Two new regulations are at the root of the backlog, Fray said. Enforcement of both began in the fall of 1990.
One regulation requires businesses that add carcinogens to the air to undergo a review of the health risk posed by their operation. Gasoline contains benzene, identified as a cancer-causing chemical.
Service station owners have supplied only about 35% of the information requested on the complicated new forms, Fray said.
Even the AQMD has had trouble complying. The district is building a new headquarters in Diamond Bar. Applications for a 10,000-gallon gasoline storage tank and another for methanol were submitted in January.

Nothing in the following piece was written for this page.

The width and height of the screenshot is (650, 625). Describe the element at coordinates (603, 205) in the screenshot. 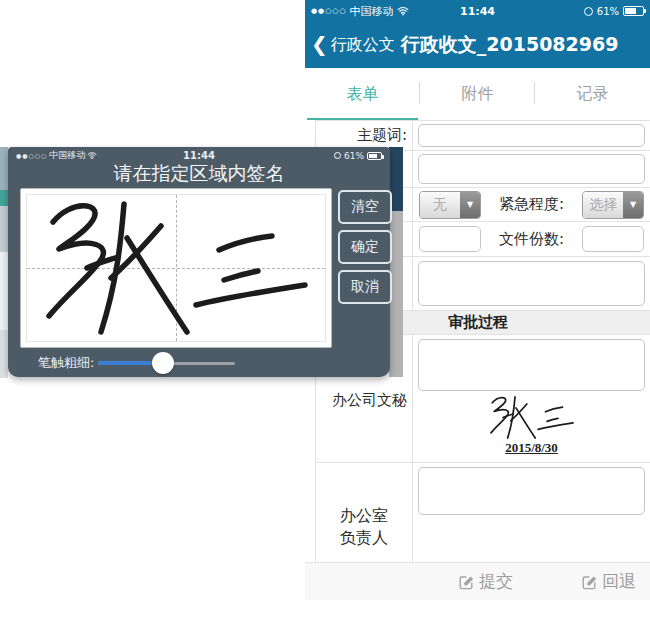

I see `urgency-select-value: 选择` at that location.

It was April before the information on the documents was deemed complete, said AQMD spokesman Tom Eichhorn.
The other regulation says that any new business or new construction that causes an increase in smog-forming pollutants must guarantee that a commensurate amount of pollution is taken out of the region’s air by another operation that has shut down or changed to a cleaner process.

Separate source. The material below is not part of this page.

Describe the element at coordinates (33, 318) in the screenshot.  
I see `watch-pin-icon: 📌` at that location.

Previously, a gas station was generally considered too small a source of pollutants to come under that rule.
“There was a rush on all parts to complete applications before that regulation took effect,” Fray said.
“I’m not denying that,” said White, the Arco Products Co. executive. Service station owners, he said, foresaw trouble measuring the amount of emissions they must offset because gasoline sales--and therefore gasoline vapors--vary widely from day to day.
The combination of the stream of applications and the lack of information strained the two clerks and two engineers who were handling service station applications. “This was our first air-toxic rule. We paid the price in learning,” Fray said.
The staff was beefed up last week with the addition of three more engineers, Fray said, and they should start making a sizable dent in the backlog by this fall.
But the explanations and promises do not pacify the Halls, who now have 15 permits stalled at the AQMD. New orders are a memory from the past. Business has withered.
In recent weeks, the couple contacted colleagues and competitors to form the South Coast Coalition of Environmental Businesses for Clean Air.
The new group gathered two weeks ago in a rented meeting room in the industrial “shoestring” of Los Angeles that links the main part of the city to the port, and one by one, each member took a turn at the microphone to detail his woes.
Michael J. Buckmaster, vice president of a Riverside equipment company: “I have 41 jobs on hold.”
Craig Watkins, owner of a Long Beach contracting and engineering firm: “I’ve gone from 25 to 14 employees. One I spent $2,200 training and now he’s going to Ohio for work.”
John Carter, a sales representative for three equipment companies: “From January through the end of May, compared to last year, my business is down 45%.”
Six members of the group have met with AQMD officials, but worry still that relief may come too late.
“Adding a few people to the permit department will not solve the problem,” said Kathleen Hall, a toxicologist.
She calculates that the extra staff will mean “at the current backlog . . . you can expect your permit in 69 months,” she wrote in a memo to the members of her coalition.
For all intents and purposes, that would mean “you can expect your permit sometime in eternity,” she wrote. “Heaven help us.”